A Seattle-based startup called Banyu Carbon has developed a technology that can remove carbon dioxide from the air using sunlight and seawater, potentially helping to mitigate the overheating of our planet, Bloomberg reported.
While other methods of carbon removal already exist, a key issue with them is that they require large amounts of energy — either taxing already-limited clean energy resources or requiring additional carbon pollution to be created for their use. Banyu's method, on the other hand, purports to be low-energy and low-cost.
Per Bloomberg, the tech involves a unique molecule called a "reversible photoacid" that, when exposed to sunlight, releases acidifying protons that transform dissolved carbon dioxide in seawater into a gas that can be removed and safely stored. That decarbonized seawater can then be transferred back into the ocean, where it draws carbon dioxide from the atmosphere. As the reversible photoacid molecules can be reused, the process is cheap and sustainable.
Investors are taking notice. Banyu has raised around $8.5 million, with a large amount coming from the Grantham Foundation for the Protection of the Environment.
"Banyu is the only solution that we've seen that can actually be energy positive," Grantham Director Cyril Yee said, per Bloomberg. "There'll be engineering challenges for sure, but the basic science works, the chemistry works."
Carbon dioxide is the substance most responsible for the human-driven overheating of our planet — and the changing weather patterns and extreme weather that have come as a result.
Most of the excess carbon dioxide and other heat-trapping gases in our atmosphere come from burning dirty energy sources like gas and oil, which is why scientists believe phasing out these fuels is the most crucial part of cooling down our planet. Carbon removal technology is seen as an important complement.
So far, per Bloomberg, Banyu has tested its technology only in lab settings and has yet to implement it at scale. It plans to establish a pilot program in Washington state this year that will remove tens of kilograms of carbon from seawater. If that is successful, the company has a contract with the Frontier fund to remove 360 metric tons (almost 400 tons) of carbon by the end of 2026.
While there are still a lot of unknowns around this new technology, such as any unintended effects that the photoacid will have on the ocean water, there are many reasons to be optimistic about this type of project.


▶ Work order: Your answer is one number: the count of lines below that hold the word "Decline".

[Opening Raw data section]

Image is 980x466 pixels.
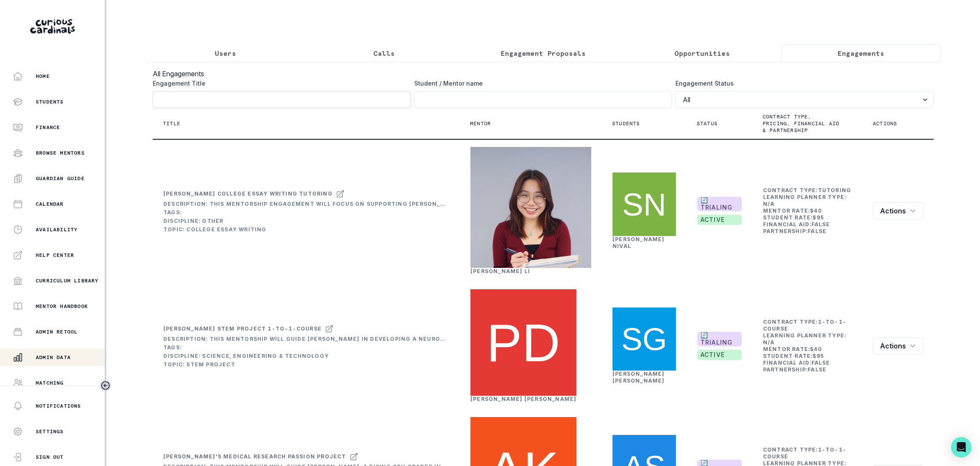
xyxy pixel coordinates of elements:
b: $ 95 [813,214,824,221]
b: $ 95 [813,353,824,359]
div: Topic: STEM Project [163,361,450,368]
div: [PERSON_NAME]'s Medical Research Passion Project [163,453,347,460]
b: 1-to-1-course [763,446,846,459]
div: Tags: [163,209,450,216]
b: 1-to-1-course [763,319,846,332]
p: Calls [373,48,395,58]
a: [PERSON_NAME] Li [470,268,530,274]
p: Users [214,48,236,58]
p: Admin Retool [36,328,77,335]
p: Browse Mentors [36,150,85,157]
label: Engagement Title [153,79,406,88]
p: Status [697,120,717,127]
p: Guardian Guide [36,175,85,182]
span: active [698,350,742,360]
p: Students [36,99,64,105]
button: row menu [873,337,924,354]
p: Settings [36,428,64,435]
div: Description: This mentorship engagement will focus on supporting [PERSON_NAME], a community colle... [163,201,450,207]
div: Open Intercom Messenger [951,437,972,458]
td: Contract Type: Learning Planner Type: Mentor Rate: Student Rate: Financial Aid: Partnership: [762,186,853,235]
span: active [698,215,742,225]
p: Title [163,120,180,127]
p: Students [612,120,640,127]
div: Topic: College Essay Writing [163,226,450,233]
b: N/A [763,201,775,207]
div: Discipline: Other [163,218,450,225]
p: Sign Out [36,454,64,461]
p: Calendar [36,201,64,207]
b: N/A [763,339,775,345]
span: 🔄 TRIALING [698,197,742,211]
h3: All Engagements [153,69,934,79]
a: [PERSON_NAME] [PERSON_NAME] [470,396,576,402]
img: Curious Cardinals Logo [31,19,75,34]
div: Description: This mentorship will guide [PERSON_NAME] in developing a neuroscience research proje... [163,335,450,342]
a: [PERSON_NAME] Nival [613,236,665,249]
td: Contract Type: Learning Planner Type: Mentor Rate: Student Rate: Financial Aid: Partnership: [762,318,853,374]
b: $ 40 [810,207,822,214]
p: Engagements [838,48,885,58]
div: [PERSON_NAME] STEM Project 1-to-1-course [163,325,321,332]
p: Actions [873,120,898,127]
p: Notifications [36,403,81,409]
b: false [812,359,830,366]
a: [PERSON_NAME] [PERSON_NAME] [613,371,665,383]
label: Engagement Status [675,79,929,88]
p: Opportunities [675,48,730,58]
label: Student / Mentor name [414,79,668,88]
p: Engagement Proposals [501,48,586,58]
p: Availability [36,226,77,233]
p: Admin Data [36,354,71,361]
p: Mentor Handbook [36,303,88,309]
p: Home [36,73,50,79]
p: Contract type, pricing, financial aid & partnership [762,113,843,134]
button: Toggle sidebar [100,380,111,391]
p: Finance [36,124,60,131]
p: Help Center [36,251,74,258]
b: false [808,228,827,235]
div: Discipline: Science, Engineering & Technology [163,353,450,359]
b: false [812,221,830,228]
div: Tags: [163,344,450,351]
p: Mentor [470,120,491,127]
b: false [808,366,827,373]
div: [PERSON_NAME] College Essay Writing tutoring [163,190,333,197]
b: tutoring [818,187,852,193]
p: Curriculum Library [36,277,98,284]
span: 🔄 TRIALING [698,332,742,346]
b: $ 40 [810,346,822,352]
button: row menu [873,202,924,219]
p: Matching [36,380,64,387]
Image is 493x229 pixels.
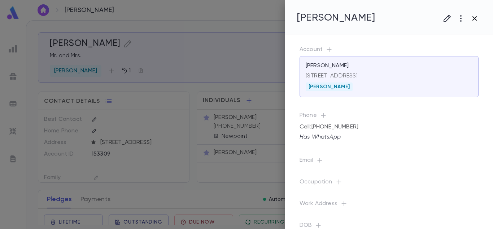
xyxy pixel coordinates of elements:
h4: [PERSON_NAME] [297,12,375,24]
p: Account [300,46,479,56]
p: Occupation [300,178,479,188]
span: [PERSON_NAME] [306,84,353,90]
p: Phone [300,112,479,122]
div: Cell : [PHONE_NUMBER] [300,120,359,133]
p: [PERSON_NAME] [306,62,349,69]
p: Has WhatsApp [300,133,479,140]
p: [STREET_ADDRESS] [306,72,473,79]
p: Work Address [300,200,479,210]
p: Email [300,156,479,166]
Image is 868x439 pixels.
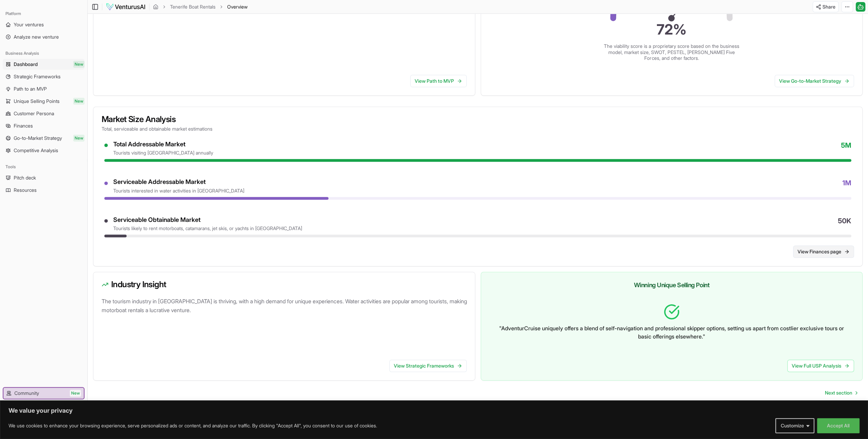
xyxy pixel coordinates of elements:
[14,21,44,28] span: Your ventures
[3,84,84,94] a: Path to an MVP
[495,324,849,341] p: " AdventurCruise uniquely offers a blend of self-navigation and professional skipper options, set...
[74,135,84,142] span: New
[842,178,852,194] span: 1M
[113,225,302,232] div: tourists likely to rent motorboats, catamarans, jet skis, or yachts in [GEOGRAPHIC_DATA]
[14,33,59,40] span: Analyze new venture
[813,2,839,12] button: Share
[3,132,84,143] a: Go-to-Market StrategyNew
[14,147,58,154] span: Competitive Analysis
[102,280,467,289] h3: Industry Insight
[3,9,84,19] div: Platform
[839,216,852,232] span: 50K
[776,418,815,434] button: Customize
[3,71,84,82] a: Strategic Frameworks
[3,59,84,70] a: DashboardNew
[102,115,854,123] h3: Market Size Analysis
[113,216,302,224] div: Serviceable Obtainable Market
[820,386,863,400] a: Go to next page
[3,96,84,107] a: Unique Selling PointsNew
[823,3,836,10] span: Share
[9,406,859,415] p: We value your privacy
[70,389,81,396] span: New
[74,98,84,105] span: New
[102,125,854,132] p: Total, serviceable and obtainable market estimations
[14,110,54,117] span: Customer Persona
[3,32,84,43] a: Analyze new venture
[14,122,33,129] span: Finances
[170,3,215,10] a: Tenerife Boat Rentals
[3,108,84,119] a: Customer Persona
[74,61,84,67] span: New
[9,422,377,430] p: We use cookies to enhance your browsing experience, serve personalized ads or content, and analyz...
[818,418,859,434] button: Accept All
[787,360,854,372] a: View Full USP Analysis
[3,173,84,183] a: Pitch deck
[14,135,62,142] span: Go-to-Market Strategy
[490,280,855,290] h3: Winning Unique Selling Point
[113,149,213,156] div: tourists visiting [GEOGRAPHIC_DATA] annually
[390,360,467,372] a: View Strategic Frameworks
[775,75,854,87] a: View Go-to-Market Strategy
[825,389,852,396] span: Next section
[153,3,248,10] nav: breadcrumb
[3,120,84,132] a: Finances
[15,389,39,396] span: Community
[3,48,84,59] div: Business Analysis
[227,3,248,10] span: Overview
[3,388,84,399] a: CommunityNew
[842,141,852,156] span: 5M
[3,145,84,156] a: Competitive Analysis
[102,297,470,314] p: The tourism industry in [GEOGRAPHIC_DATA] is thriving, with a high demand for unique experiences....
[14,98,60,105] span: Unique Selling Points
[14,61,38,67] span: Dashboard
[113,178,244,186] div: Serviceable Addressable Market
[113,187,244,194] div: tourists interested in water activities in [GEOGRAPHIC_DATA]
[657,21,687,38] text: 72 %
[3,161,84,173] div: Tools
[604,43,740,61] p: The viability score is a proprietary score based on the business model, market size, SWOT, PESTEL...
[794,245,854,258] a: View Finances page
[113,141,213,149] div: Total Addressable Market
[105,3,146,11] img: logo
[14,74,60,80] span: Strategic Frameworks
[3,184,84,196] a: Resources
[3,19,84,30] a: Your ventures
[411,75,467,87] a: View Path to MVP
[820,386,863,400] nav: pagination
[14,174,36,181] span: Pitch deck
[14,187,36,194] span: Resources
[14,85,47,92] span: Path to an MVP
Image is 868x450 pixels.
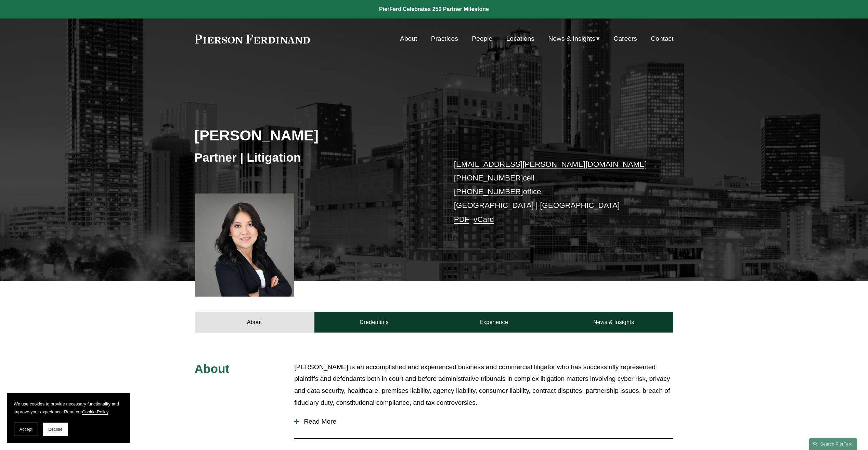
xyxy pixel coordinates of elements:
a: [PHONE_NUMBER] [454,187,523,196]
button: Accept [14,422,38,436]
h3: Partner | Litigation [194,150,434,165]
span: About [194,362,229,375]
a: News & Insights [554,312,674,332]
a: vCard [474,215,494,224]
a: About [400,32,417,45]
section: Cookie banner [7,393,130,443]
span: Decline [48,426,63,432]
button: Read More [294,412,674,430]
a: About [194,312,314,332]
a: Careers [614,32,637,45]
span: Accept [20,426,33,432]
a: [EMAIL_ADDRESS][PERSON_NAME][DOMAIN_NAME] [454,160,647,168]
p: We use cookies to provide necessary functionality and improve your experience. Read our . [14,399,123,416]
a: [PHONE_NUMBER] [454,174,523,182]
button: Decline [43,422,68,436]
p: cell office [GEOGRAPHIC_DATA] | [GEOGRAPHIC_DATA] – [454,158,653,226]
a: PDF [454,215,469,224]
a: Search this site [809,438,857,450]
a: Cookie Policy [82,409,108,414]
a: Locations [507,32,535,45]
a: Credentials [314,312,434,332]
a: People [472,32,492,45]
a: Contact [651,32,674,45]
span: Read More [299,418,674,425]
span: News & Insights [548,33,595,45]
p: [PERSON_NAME] is an accomplished and experienced business and commercial litigator who has succes... [294,361,674,408]
a: Practices [431,32,458,45]
h2: [PERSON_NAME] [194,126,434,144]
a: Experience [434,312,554,332]
a: folder dropdown [548,32,600,45]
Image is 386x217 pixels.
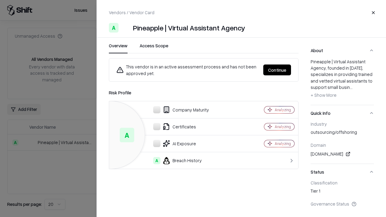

[Closing Raw data section]

▶ Task solution: 2